Participants : Diego Caminha Barbosa de Oliveira, David Déharbe, Pascal Fontaine [correspondant] , Bruno Woltzenlogel Paleo.

The veriT solver is an SMT (Satisfiability Modulo Theories) solver developed in cooperation with David Déharbe from the Federal University of Rio Grande do Norte in Natal, Brazil. The solver can handle large quantifier-free formulas containing uninterpreted predicates and functions, and arithmetic on integers and reals. It features a very efficient decision procedure for difference logic, as well as a simplex-based reasoner for full linear arithmetic. It also has some support for user-defined theories, quantifiers, and lambda-expressions. This allows users to easily express properties about concepts involving sets, relations, etc. The prover can produce an explicit proof trace when it is used as a decision procedure for quantifier-free formulas with uninterpreted symbols and arithmetic. To support the development of the tool, a regression platform using INRIA's grid infrastructure is used; it allows us to extensively test the solver on thousands of benchmarks in a few minutes.

The veriT solver is available as open source under the BSD license, and distributed through the web site http://www.veriT-solver.org . It entered for the third time the international competition of SMT solvers SMT-COMP 2011 , a joint event with the SMT workshop 2011 and the CAV conference. As in the previous competitions, it performed decently against the other participating SMT solvers. It embeds an original symmetry reduction technique that greatly improved its efficiency on some categories of formulas. This technique was immediately incorporated also in other competing solvers, in particular Z3 (Microsoft) and CVC3 (University of New-York and University of Iowa).

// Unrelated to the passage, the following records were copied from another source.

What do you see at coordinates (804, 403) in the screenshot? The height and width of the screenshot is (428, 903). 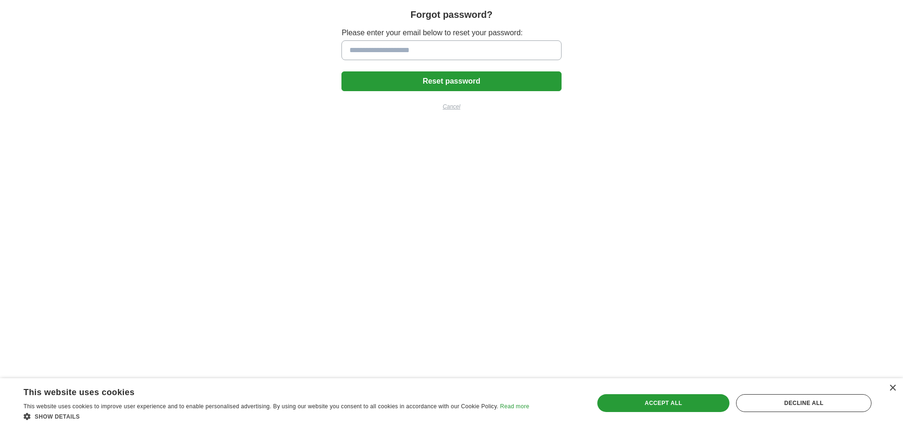 I see `div: Decline all` at bounding box center [804, 403].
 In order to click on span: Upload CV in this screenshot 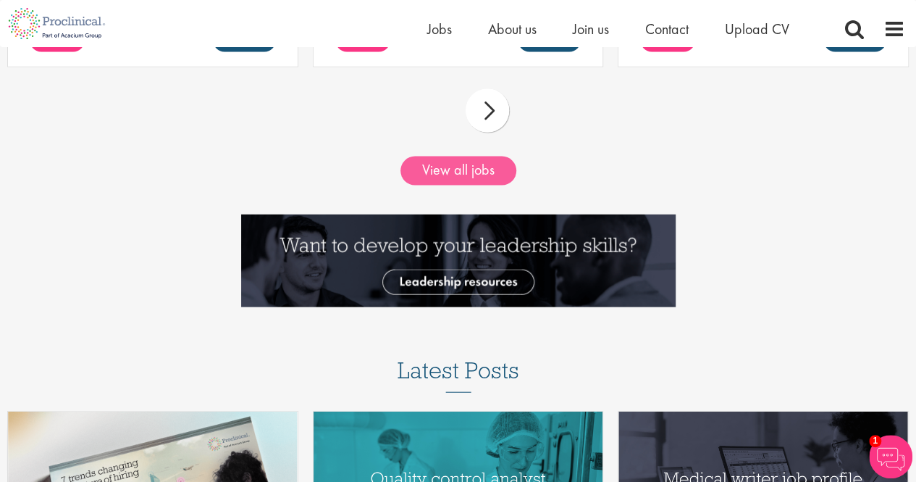, I will do `click(757, 29)`.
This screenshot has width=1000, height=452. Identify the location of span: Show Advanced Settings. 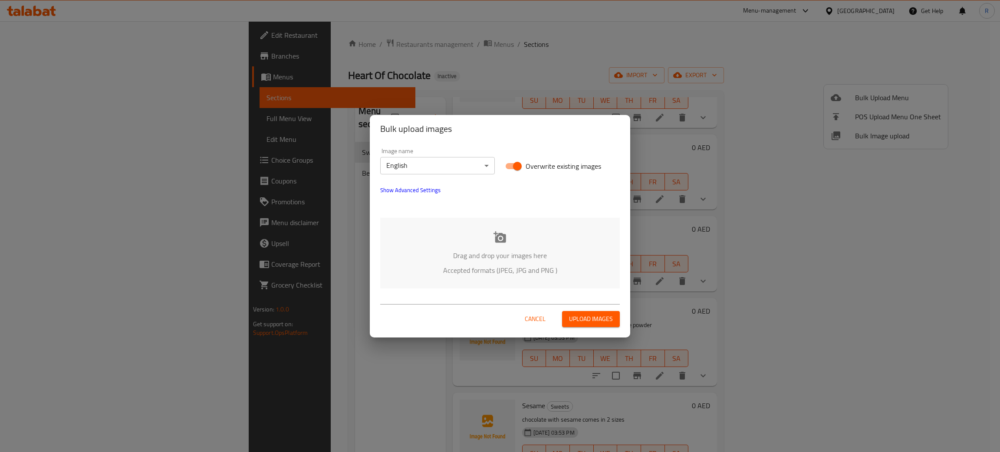
(410, 190).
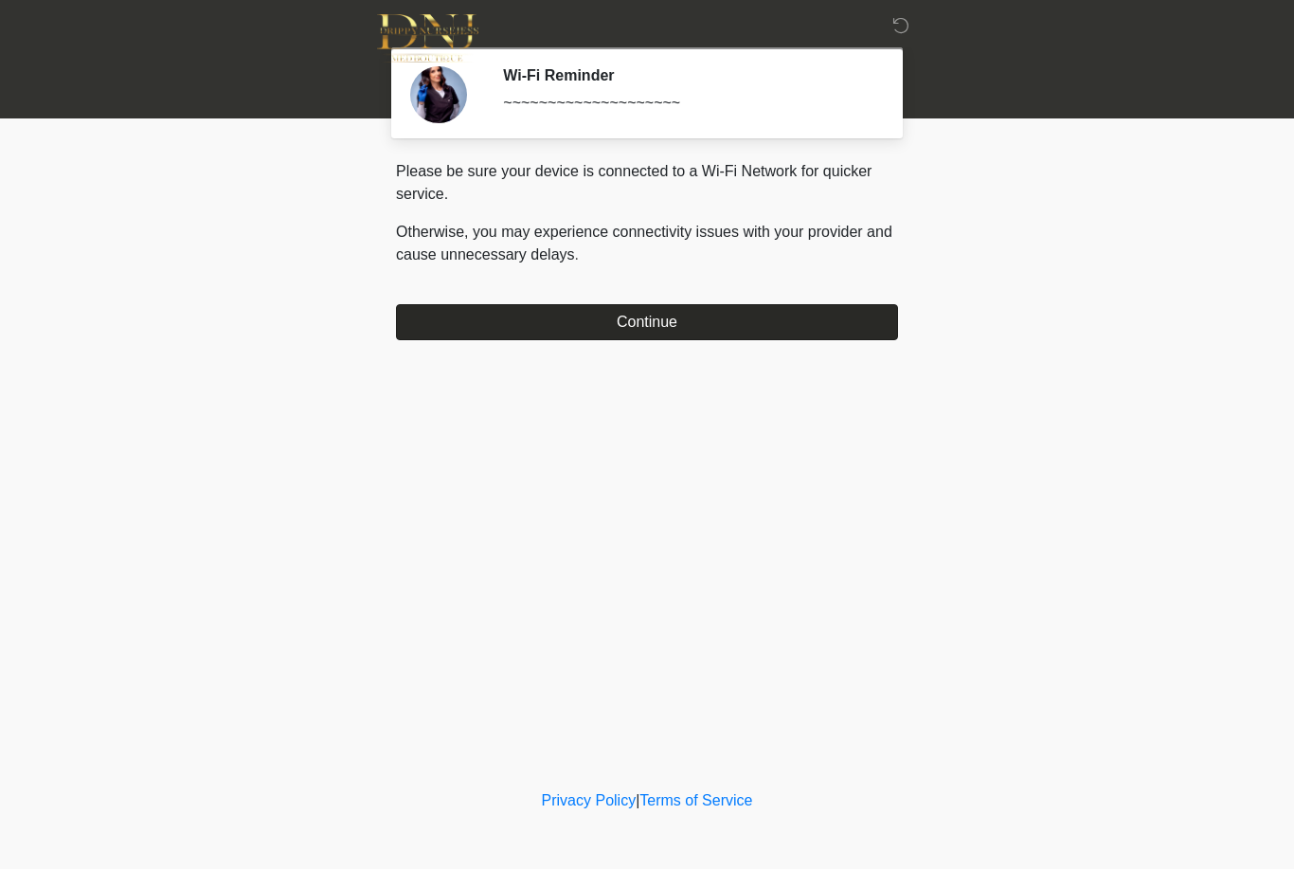  Describe the element at coordinates (695, 799) in the screenshot. I see `a: Terms of Service` at that location.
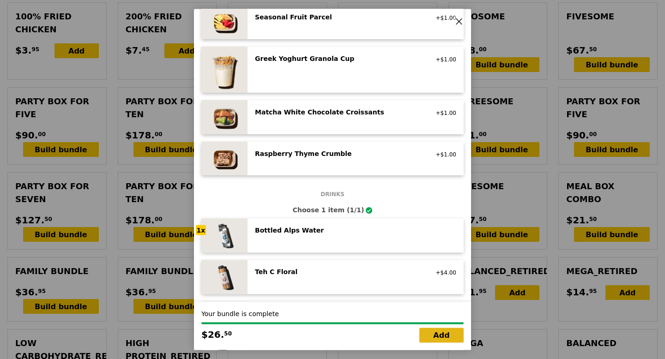  I want to click on img: daily_normal_HORZ-bottled-alps-water.jpg, so click(224, 236).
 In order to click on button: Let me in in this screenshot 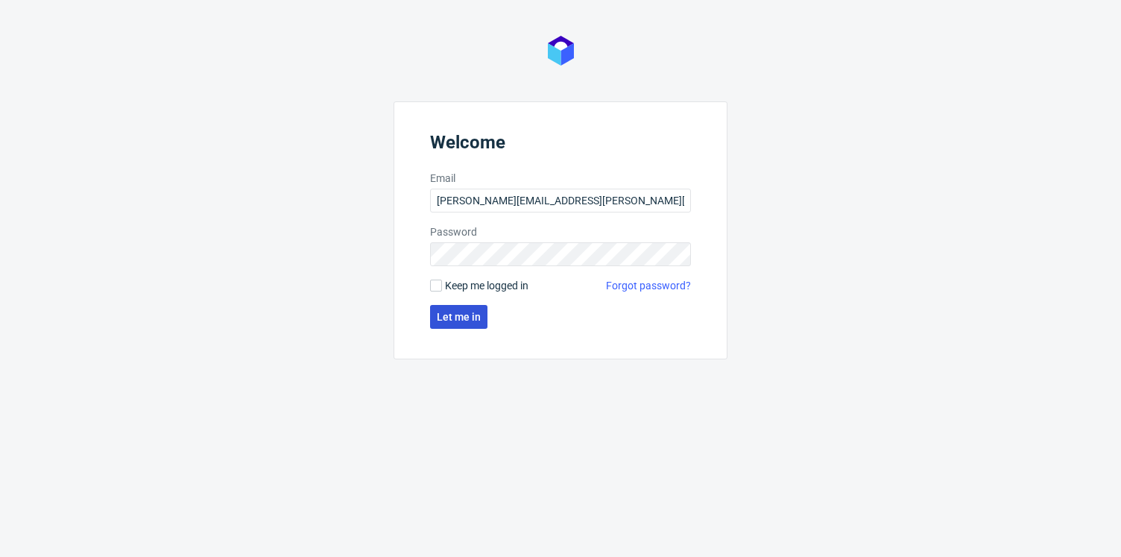, I will do `click(458, 317)`.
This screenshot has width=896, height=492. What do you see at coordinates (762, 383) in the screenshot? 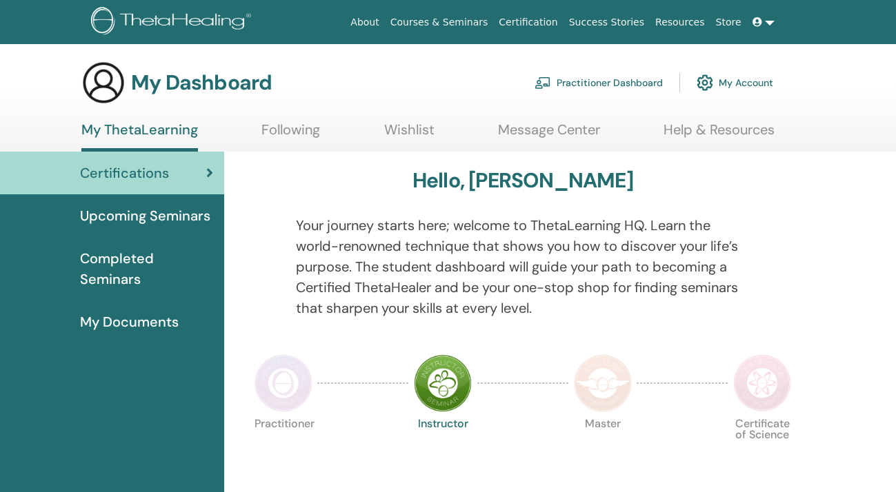
I see `img: Certificate of Science` at bounding box center [762, 383].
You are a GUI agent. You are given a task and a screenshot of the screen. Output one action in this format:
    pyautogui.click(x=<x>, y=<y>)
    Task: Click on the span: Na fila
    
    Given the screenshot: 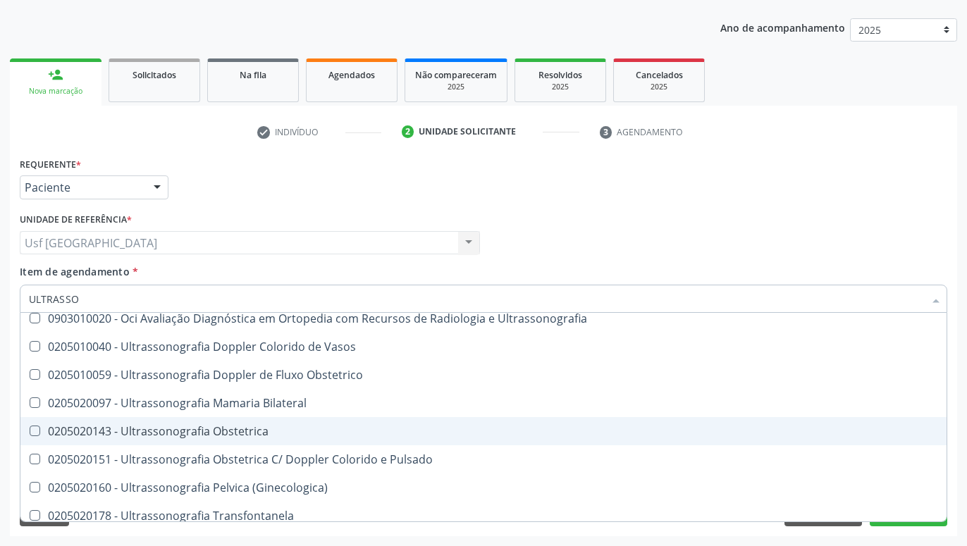 What is the action you would take?
    pyautogui.click(x=253, y=75)
    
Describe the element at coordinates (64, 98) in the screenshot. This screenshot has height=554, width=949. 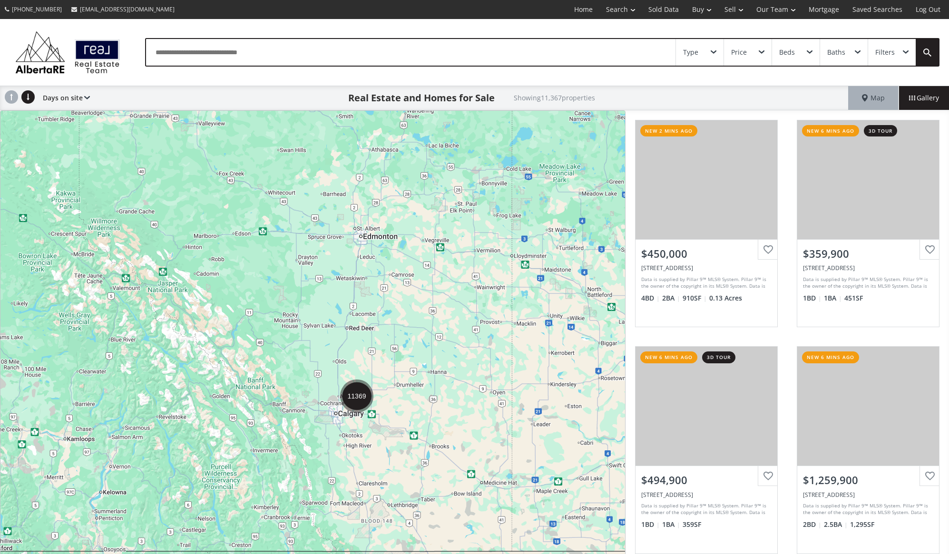
I see `div: Days on site` at that location.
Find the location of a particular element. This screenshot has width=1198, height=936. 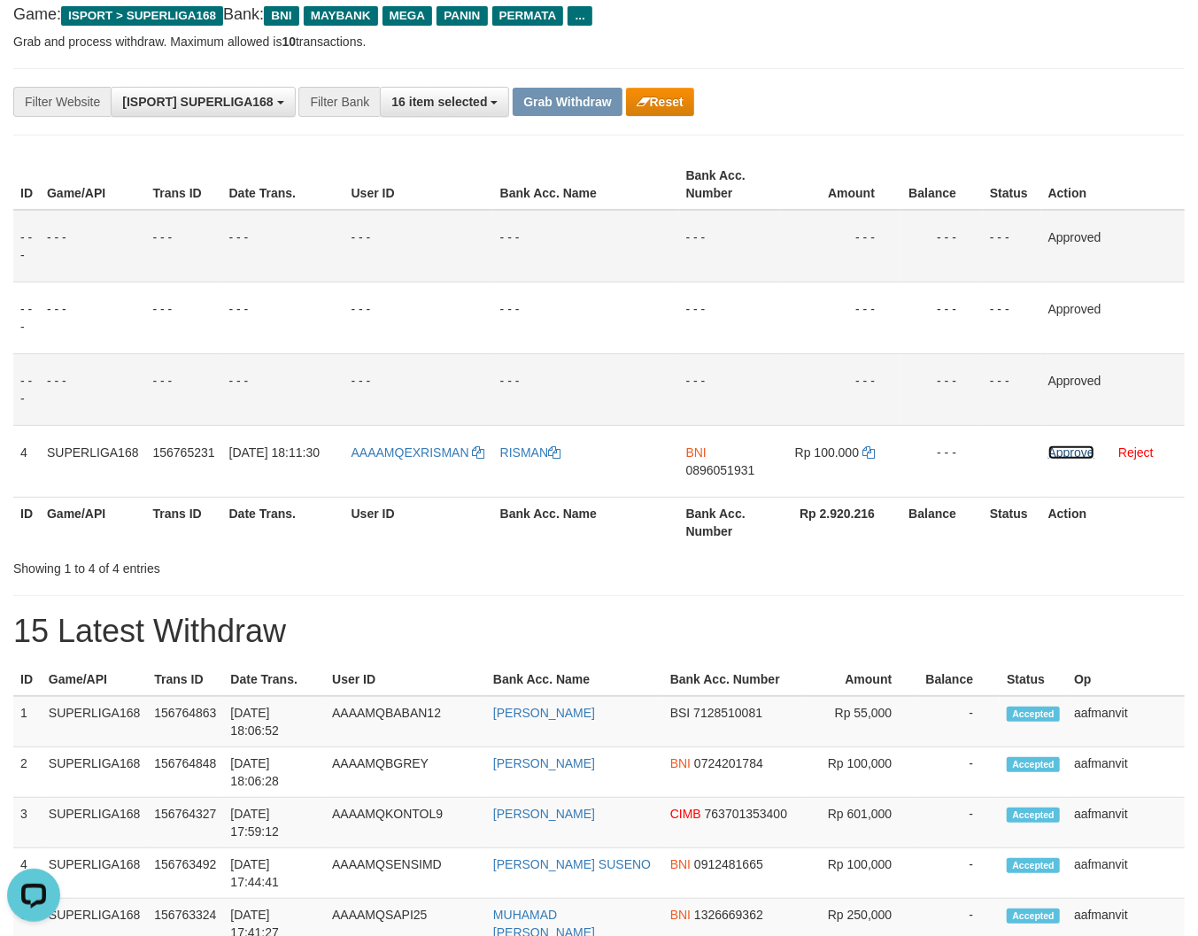

td: 156764863 is located at coordinates (185, 722).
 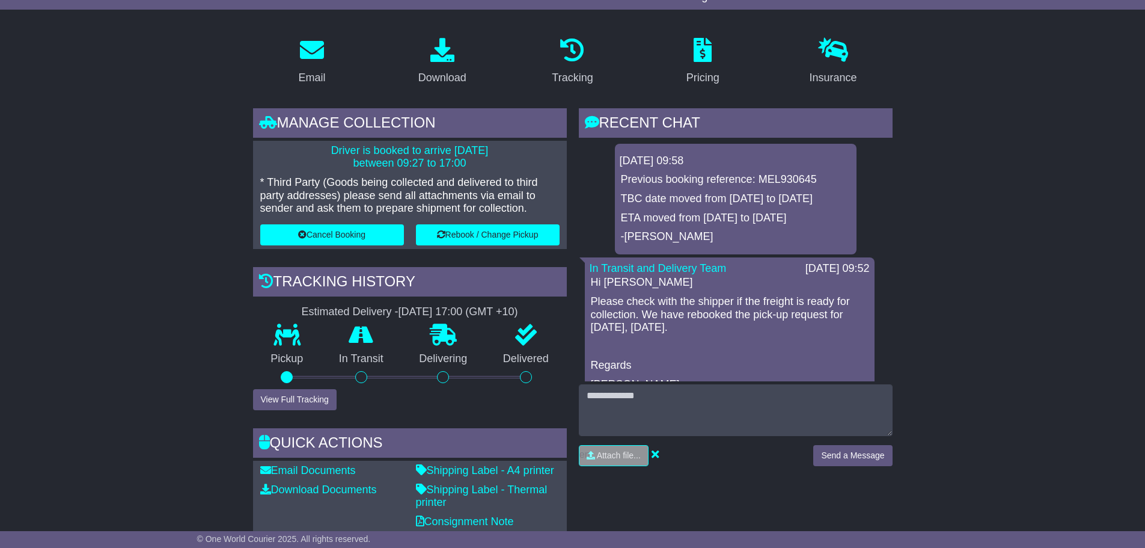 What do you see at coordinates (526, 359) in the screenshot?
I see `p: Delivered` at bounding box center [526, 359].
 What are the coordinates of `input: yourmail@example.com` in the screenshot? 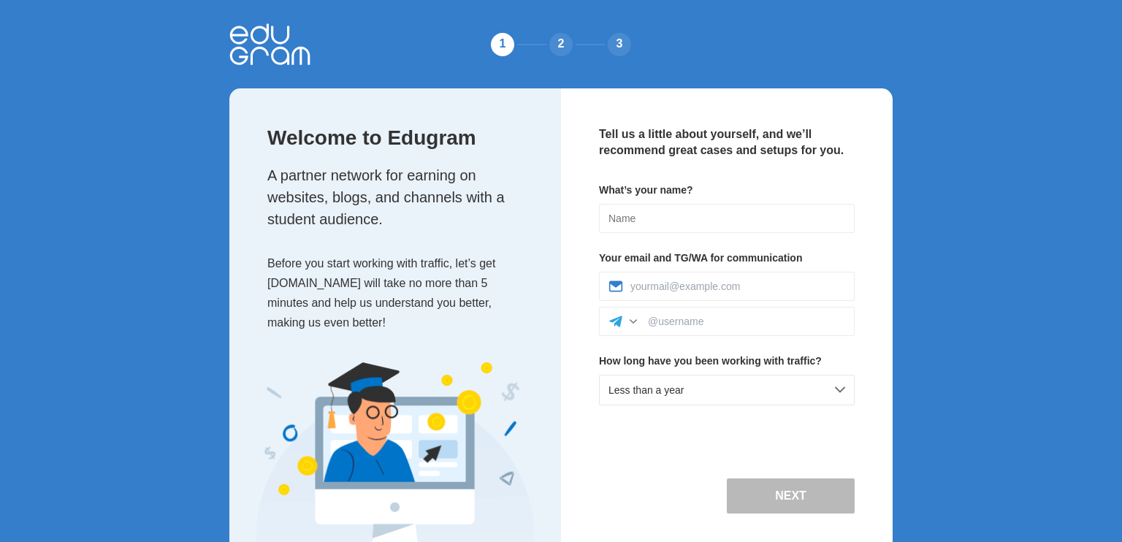 It's located at (738, 286).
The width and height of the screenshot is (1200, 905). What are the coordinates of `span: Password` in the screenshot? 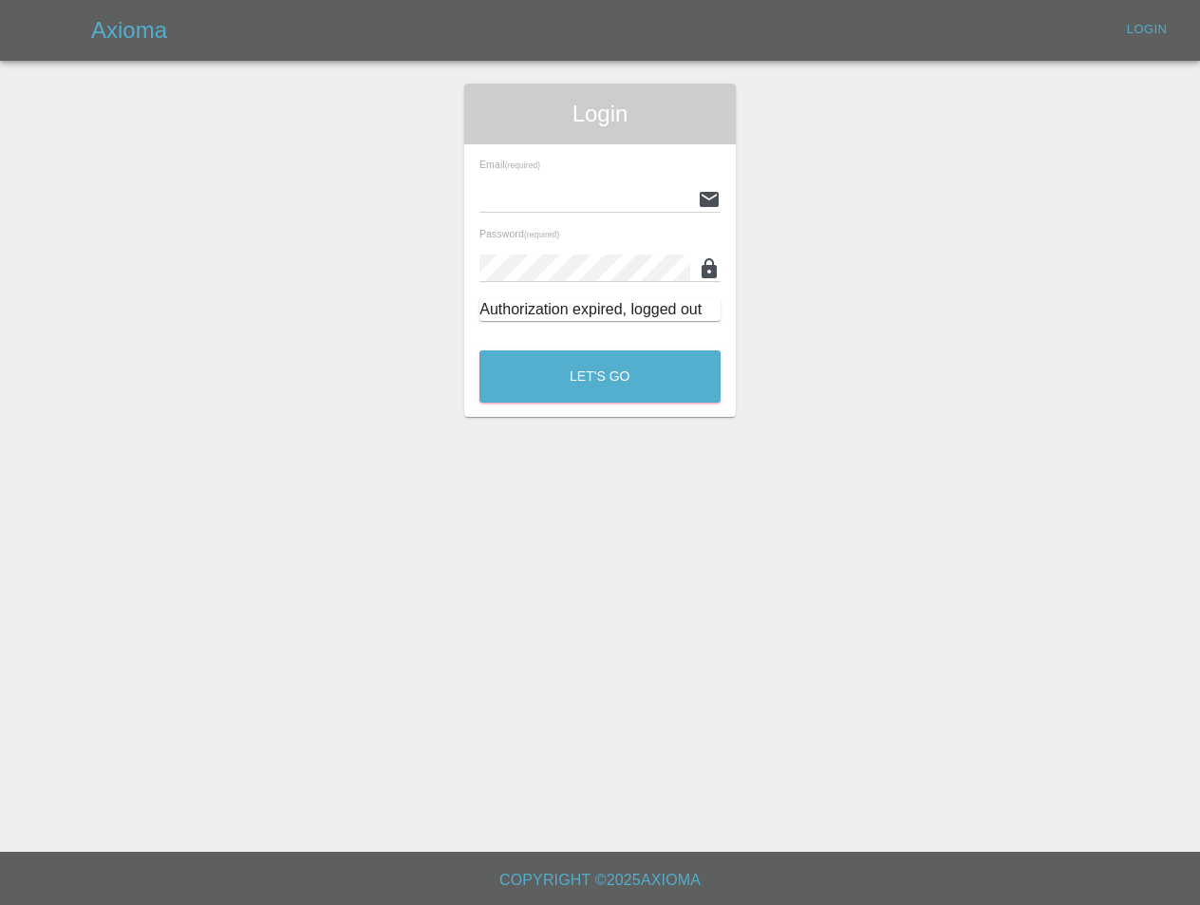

Efforts in 2011 have been focused on the extension of the expressiveness of the tool (with improvements in the handling of quantifiers), and on its efficiency (which was significantly improved at different levels, including a purpose-built SAT solver underlying veriT). A lot of work was also devoted to improve the proof production of the tool, with the definition of a precise proof language. This proof language has been presented to the community as a standard for describing SMT proofs [17] . We are collaborating on this with Laurent Théry and Benjamin Grégoire (Marelle, INRIA Sophia-Antipolis), Laurent Voisin (Systerel), and Frédéric Besson (Celtique, INRIA Rennes).

Future research and implementation efforts will be directed to furthermore extend the accepted language, and increase the efficiency. We target applications where validation of formulas is crucial, such as the validation of TLA+ and B specifications, and work together with the developers of the respective verification platforms to make veriT even more useful in practice.

The software will be supported by an INRIA ADT, which will start at the beginning of 2012.